Re-elected Hialeah Mayor gloats with plane banner

Re-elected Hialeah Mayor gloats with plane banner
  • Sumo

Look! Up in the sky! It’s a bird! No, it’s a plane.

Yeah, it’s a plane. A political plane with a message.

Look! Up in the sky! It's a bird! No, it's a plane. Really. A political plane.

It wasn’t enough for Hialeah Mayor Carlos “Castro” Hernandez to win with 81 percent of the vote Tuesday. It wasn’t enough to usher in two of his lackeys on the Seguro Que Yes Council.

Nooooooo. Hernandez had to take it to the schoolyard Thursday — a la nya-na, nya-na, boo boo — with a plane towing a banner over the City of Progress, poking fun at former Mayor Julio Martinez, who lost badly Tuesday, and former Mayor Raul Martinez, who also lost since he had supported The Other Martinez’s bid and who Hernandez thinks is the architect of everything.

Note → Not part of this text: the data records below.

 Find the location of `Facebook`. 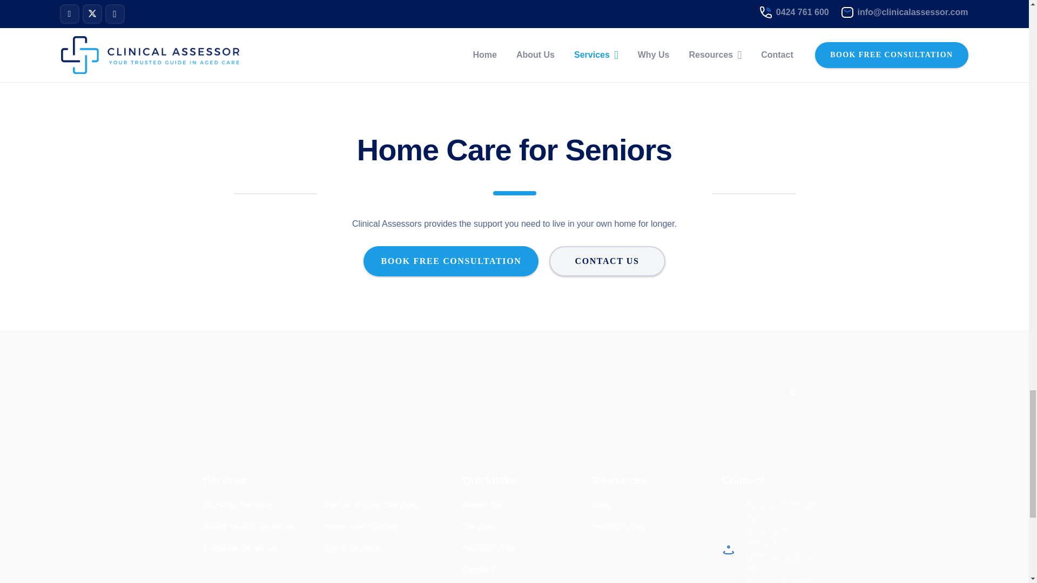

Facebook is located at coordinates (767, 393).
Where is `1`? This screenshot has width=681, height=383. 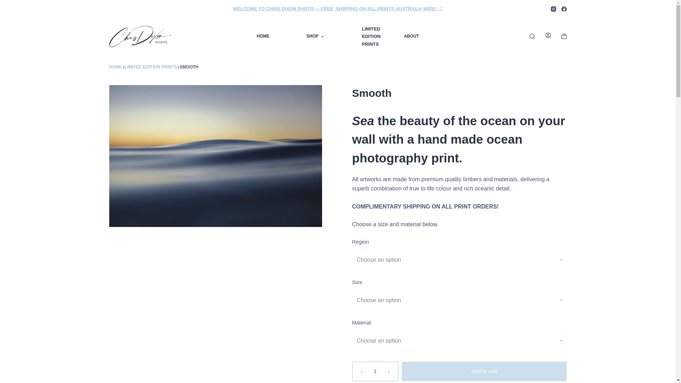
1 is located at coordinates (375, 371).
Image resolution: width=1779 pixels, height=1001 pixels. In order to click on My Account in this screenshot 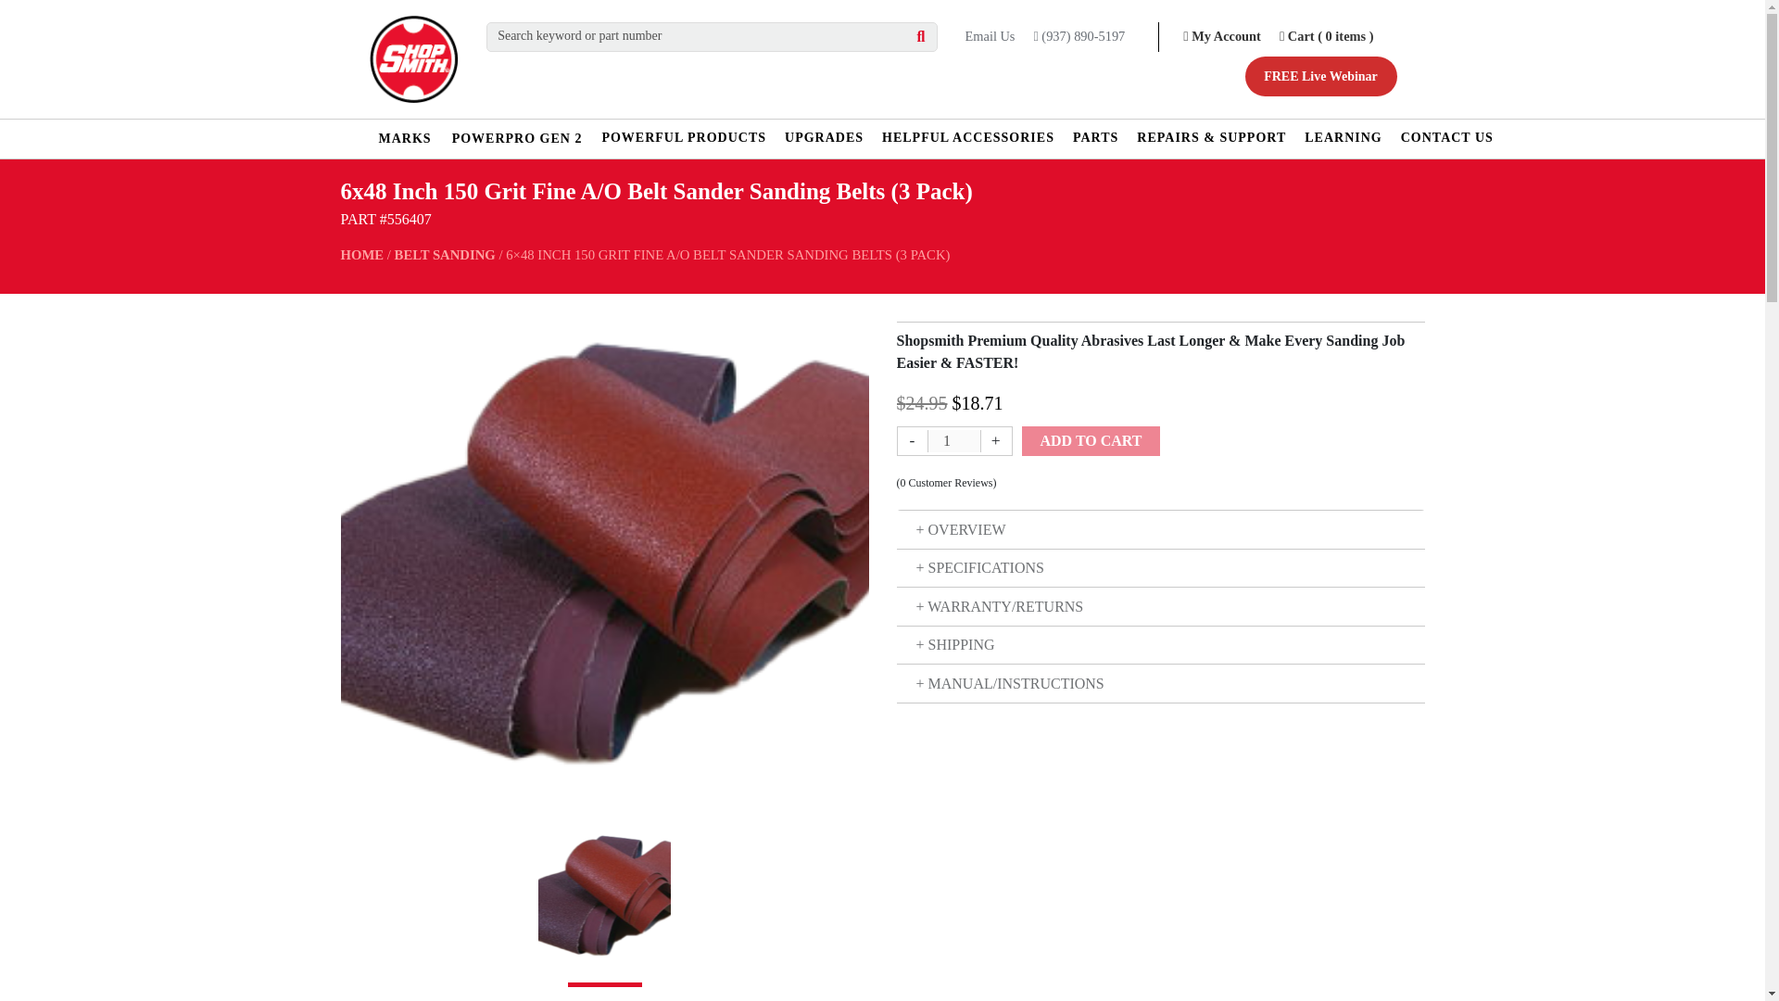, I will do `click(1222, 37)`.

Raul y Julio – Los Miserables Se Entienden,” is what it said. Or what we think it said, because the letters seemed to get smaller or eaten up toward the end of the banner. “Raul and Julio — The Miserable Ones Understand Each Other.”

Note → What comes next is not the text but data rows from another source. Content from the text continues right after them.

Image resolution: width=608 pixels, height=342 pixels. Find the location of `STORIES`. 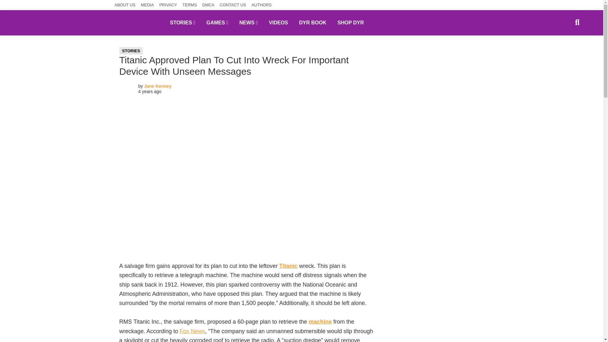

STORIES is located at coordinates (182, 22).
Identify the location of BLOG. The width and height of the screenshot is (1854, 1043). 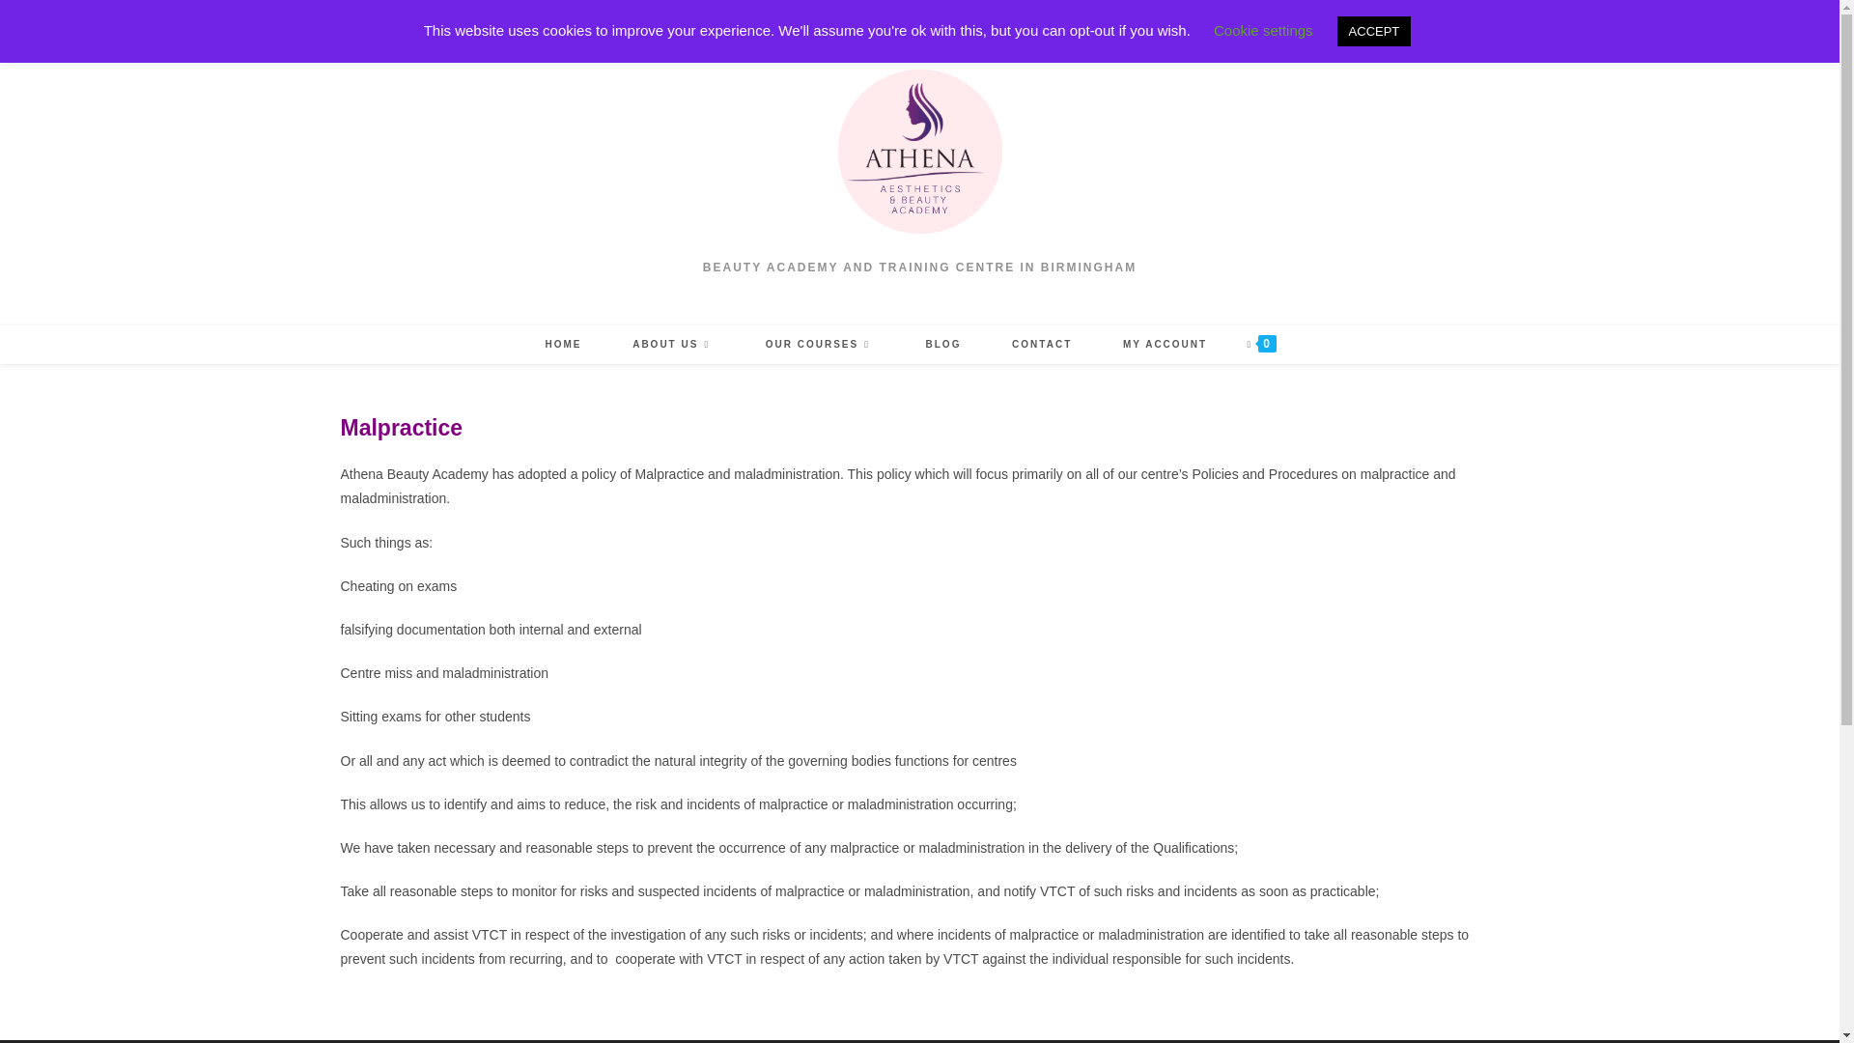
(942, 344).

If you can read this, you're flying too high.

See? The very paranoid Hernandez and his campaign crusader Sasha Tirador, who apparently lives in the past, always blame Raul Martinez for everything and think he was behind not just Julio Martinez’s challenge but every single opponent of the mayor’s rubber-stamp council. Ladra really doubts that Raul — who is said to be trying to reinvent himself for possible state or higher office — had much to do with the campaign, but Hernandez and Tirador will take every chance they can to spit in his face.

Even with a silly, immature banner towed behind a yellow plane for $599 an hour. That’s how much it cost at Aerial Banners at North Perry Airport, which has the yellow planes like the one in Hialeah’s sky Thursday. And I guess this is the best thing the mayor could think of doing two days after being elected in one of the lowest turnouts in Hialeah’s history.

Neither Hernandez nor Tirador nor the mayor’s chief of staff, Arnie Alonso, returned my calls Thursday to not only chide them on their childishness, but also ask some more serious questions, like:

Is this a legal campaign expense? And if it is, was there a legally required disclaimer?

And if there was, what is the point if you can’t read it?